Honduran and international human rights and grassroots organizations announced on Oct. 21 that they were forming a center to monitor and prevent rights violations in northern Honduras’ Lower Aguán Valley, where dozens of people have been killed over the past two years in land conflicts. The Human Rights Monitoring Center for the Aguán is scheduled to open on Nov. 11; it will be based in the city of Tocoa, Colón department.
According to Wilfredo Paz Zúniga, the center’s spokesperson and also the local coordinator for the National Popular Resistance Front (FNRP) coalition, the center’s functions will include stationing observers at demonstrations, land occupations and highway blockades to avert excessive use of force by police agents; protecting people whose lives are threatened; assisting victims of violence or repression; taking preventive measures; reporting human rights violations; and collecting information for legal action against rights violators.

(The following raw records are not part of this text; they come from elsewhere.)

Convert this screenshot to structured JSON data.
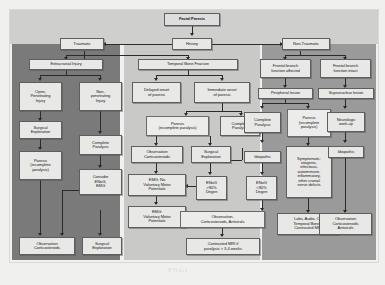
{
  "diagram": {
    "title": "Facial Paresis",
    "watermark": "PNGI",
    "colors": {
      "page_background": "#f0f0ee",
      "panel_dark": "#7a7a7a",
      "panel_mid": "#9a9a9a",
      "panel_light": "#c9c9c7",
      "node_fill": "#e8e8e6",
      "node_border": "#5e5e5e",
      "edge": "#2b2b2b"
    },
    "panels": [
      {
        "name": "extracranial-injury-panel",
        "tone": "dark"
      },
      {
        "name": "temporal-bone-fracture-panel",
        "tone": "light"
      },
      {
        "name": "non-traumatic-panel",
        "tone": "mid"
      }
    ],
    "nodes": {
      "root": "Facial Paresis",
      "history": "History",
      "traumatic": "Traumatic",
      "non_traumatic": "Non-Traumatic",
      "extracranial_injury": "Extracranial Injury",
      "open_penetrating": "Open,\nPenetrating\nInjury",
      "non_penetrating": "Non-\npenetrating\nInjury",
      "surgical_exploration_1": "Surgical\nExploration",
      "complete_paralysis_1": "Complete\nParalysis",
      "paresis_incomplete_1": "Paresis\n(incomplete\nparalysis)",
      "consider_enog_emg": "Consider\nENoG,\nEMG",
      "observation_cortico_1": "Observation\nCorticosteroids",
      "surgical_exploration_2": "Surgical\nExploration",
      "temporal_bone_fracture": "Temporal Bone Fracture",
      "delayed_onset": "Delayed onset\nof paresis",
      "immediate_onset": "Immediate onset\nof paresis",
      "paresis_incomplete_2": "Paresis\n(incomplete paralysis)",
      "complete_paralysis_2": "Complete\nParalysis",
      "observation_cortico_2": "Observation\nCorticosteroids",
      "surgical_exploration_3": "Surgical\nExploration",
      "emg_no_voluntary": "EMG: No\nVoluntary Motor\nPotentials",
      "emg_voluntary": "EMG:\nVoluntary Motor\nPotentials",
      "enog_high": "ENoG\n>90%\nDegen",
      "enog_low": "ENoG\n<90%\nDegen",
      "observation_cortico_antivirals_1": "Observation,\nCorticosteroids, Antivirals",
      "contrasted_mri": "Contrasted MRI if\nparalysis > 3-4 weeks",
      "frontal_affected": "Frontal branch\nfunction affected",
      "frontal_intact": "Frontal branch\nfunction intact",
      "peripheral_lesion": "Peripheral lesion",
      "supranuclear_lesion": "Supranuclear lesion",
      "complete_paralysis_3": "Complete\nParalysis",
      "paresis_incomplete_3": "Paresis\n(incomplete\nparalysis)",
      "neurologic_workup": "Neurologic\nwork-up",
      "idiopathic_1": "Idiopathic",
      "idiopathic_2": "Idiopathic",
      "symptomatic": "Symptomatic:\notogenic,\ninfectious,\nautoimmune,\ninflammatory,\nother cranial\nnerve deficits",
      "labs_audio_ct": "Labs, Audio, CT\nTemporal Bones,\nContrasted MRI",
      "observation_cortico_antivirals_2": "Observation\nCorticosteroids\nAntivirals"
    }
  }
}
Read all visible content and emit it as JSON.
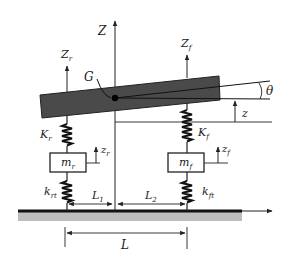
{
  "diagram": {
    "labels": {
      "Z_axis": "Z",
      "Zr": "Z",
      "Zr_sub": "r",
      "Zf": "Z",
      "Zf_sub": "f",
      "G": "G",
      "theta": "θ",
      "z": "z",
      "Kr": "K",
      "Kr_sub": "r",
      "Kf": "K",
      "Kf_sub": "f",
      "mr": "m",
      "mr_sub": "r",
      "mf": "m",
      "mf_sub": "f",
      "zr": "z",
      "zr_sub": "r",
      "zf": "z",
      "zf_sub": "f",
      "krt": "k",
      "krt_sub": "rt",
      "kft": "k",
      "kft_sub": "ft",
      "L1": "L",
      "L1_sub": "1",
      "L2": "L",
      "L2_sub": "2",
      "L": "L"
    },
    "colors": {
      "body": "#4a4a4a",
      "ground": "#111111",
      "ground_fill": "#bdbdbd",
      "line": "#222222"
    }
  }
}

In the area’s most recent violence, campesino Segundo Mendoza Ramos was killed on Oct. 15 and two other campesinos were wounded by gunfire the next day, according to the Honduras office of the European organization FoodFirst Information and Action Network (FIAN). The incidents were reportedly connected to efforts by private security guards for a major landowner, Miguel Facussé Barjum, to end a land occupation by members of a campesino group, the Campesino Movement of National Reclamation (MCRN). (Adital, Brazil, Oct. 21)
From Weekly News Update on the Americas, Oct. 23.